What A Difference A Wig Makes


     I have a friend (I'll call her Sabrina) who is no slouch.  She earned an BS in Mathematics and a PhD in Biological Psychology at the University of Chicago.  Sabrina is one of the country's leading experts on shift work, human circadian jet lag, sleep, and circadian rhythms.  She may know more about circadian rhythms than the majority of us combined, but her knowledge of rhythms in general has proved sorely lacking.
     Until last night.
     As a guest at an annual Thanksgiving dinner that traditionally progresses into a raucous dance party, Sabrina shocked us all when she donned a long, black wig that had been plopped on top of an African sculpture, and bounded onto the dance floor.  There, she pranced and shimmied and shook to the music like she'd been dancing with abandon her entire life.
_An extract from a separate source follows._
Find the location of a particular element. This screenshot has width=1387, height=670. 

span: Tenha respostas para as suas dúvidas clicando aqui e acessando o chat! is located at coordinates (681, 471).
     Her husband of some 32 years had never seen her shake her booty in the over three decades they'd been a married couple.  He's a quiet, undemonstrative kind of guy who sat there with a slight grin on his face, the only sign of his approving amusement.
     "Grab your camera," I yelled to my husband.  "Sabrina is wearing a wig and dancing!"
     Alan did as he was told, grabbed his cell phone, and stood in amazement.  Sabrina was an academic who liked her alcohol on the week ends but had never once gotten off her duff to dance, not even a little boogie down the hallway when she was sure no one was watching.
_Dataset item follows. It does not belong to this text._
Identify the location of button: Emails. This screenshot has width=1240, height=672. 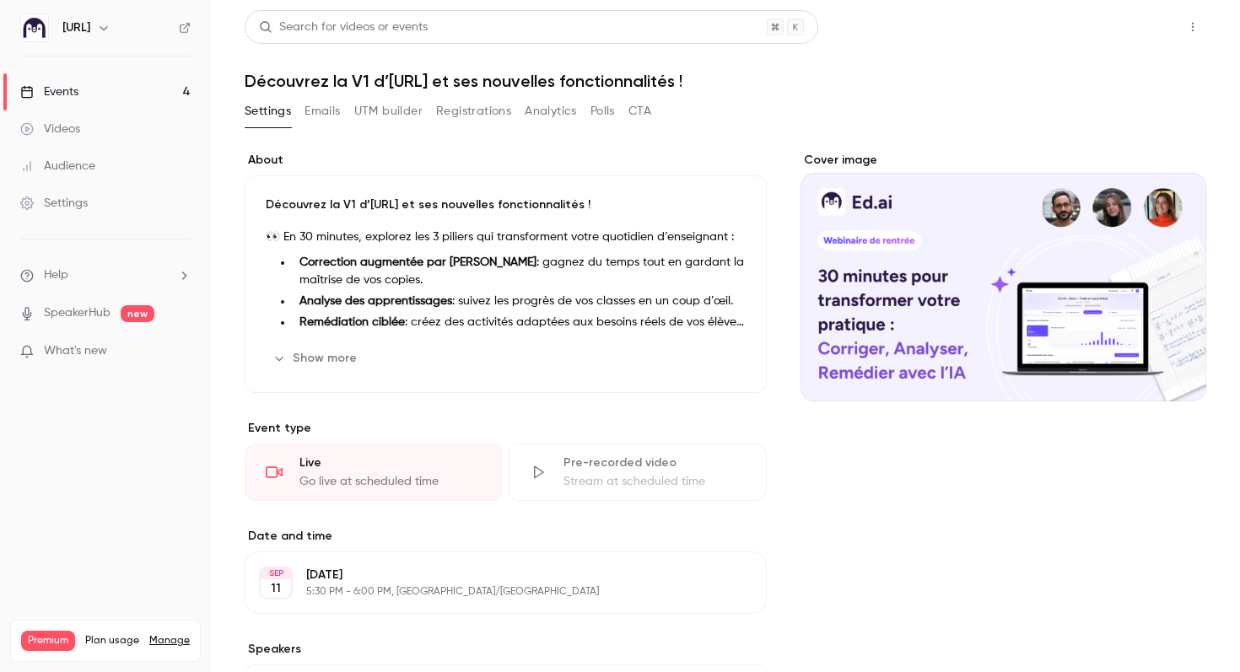
(322, 111).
     The wig was magic.  It gave her cover.  Like an actress assuming a role very different from her natural personality, Sabrina became a newly-invented person  Whatever fear she'd had about displaying this playful, rhythmic part of herself melted like the ice cream on top of the pumpkin pie. For over an hour, Sabrina danced in the living room, sashayed around the dining room table, returned to the make-shift dance area to sometimes partner with another dancer or to boogie by herself.
     Several times, she tired, removed the wig, and sat back down.
     After a brief rest during which we encouraged her to get up and back on the dance floor, she jumped out her chair, replaced the long, black wig or chose instead a white out-of-control Afro, and hit the dance floor.
     "Alan," I yelled.  "She's at it again."
      Alan ran back to the living room, and the two of us stood there mesmerized as we watched our friend whom we thought we knew emerge from her self-imposed cocoon.
     Sabrina held onto the Afro wig throughout the rest of the evening.  She carried it everywhere.
     At the end of the evening when Sabrina and her husband bundled up in their winter coats and hats, our host and owner of the wig offered it to Sabrina.  "I'd like you to have the wig."
     "No, that's okay," said Sabrina.  "Save it for next Thanksgiving."
     Was she going to wait a whole year before letting go?  Was she going to retreat to her studious life in which she spent hours and hours researching and writing grants?  Would she travel the world to speak at conferences and never show her love of other kinds of rhythms?
     It seemed so.
     And while I honored her decision, it seemed a damn shame.
   

1 comment:

Unknown said...

Yep, that's the exact way it happened. It was amazing to see and share with her. I think she should have taken the wig too.